The first talk reviewed progress at the Lawrence Livermore National Laboratory (LLNL) in developing a mobile laser unit with a target average power level of 100 kW. As well as high power, the laser must also deliver high efficiency, since overheating is a crucial problem that limits the system's run time, as well as reasonable beam quality.
The current system, based on a diode-pumped ceramic Nd:YAG laser emitting at 1064 nm, offers an average output power of 25 kW. Scaling up to higher powers is made difficult by the cost and reliability of 808 nm diode pumps, but also because the wavefront errors in the systems scale linearly as the power increases.
LLNL has implemented four specific measures over the past six months that together have delivered a 40-fold hike in performance. Perhaps most obvious has been to minimize the absorption losses within the laser cavity, which on its own has improved performance by a factor of four, while other measures include reducing the depolarized power, adding an intracavity telescope into the design, and introducing holographic diffusers to increase the run time (but with a significant power penalty).

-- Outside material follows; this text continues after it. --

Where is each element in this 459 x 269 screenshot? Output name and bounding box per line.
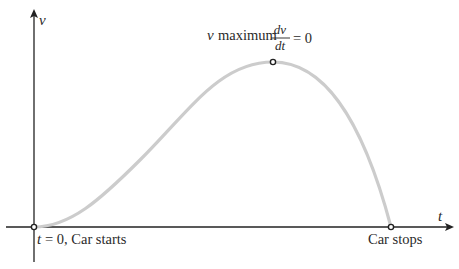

Reducing surface contamination is now a key priority to achieve further performance improvements, while edge-pumped lasers could in the future be used to reduce wavefront errors at higher powers.
Walter Fink of the Air Force Research Lab followed by discussing the potential of high-power fiber lasers for military applications. The big attraction here is that fiber lasers have no need for free-space optics, which makes them ideal for harsh military environments. Other key advantages are the high system reliability and efficiency.
Fink said that while Yb-doped fiber lasers currently deliver power levels of up to about 3 kW, the benchmark for military applications is 100 kW and above. The High Energy Laser Joint Technology Office (HEL-JTO), an agency funding the US Department of Defense, hopes to increase output powers by using single-aperture scaling to boost the power in individual fibers, as well as both coherent and spectral beam combining.
Fink also said that “robust development would be needed in diode bars for enhanced efficiency coupling”. He also foresees rapid maturation of the technology, perhaps within the next 2-5 years, via an accelerated development program funded by the DoD. That could just be what companies specializing in fibre lasers and high-power diode lasers were hoping to hear — providing they are in the US, of course.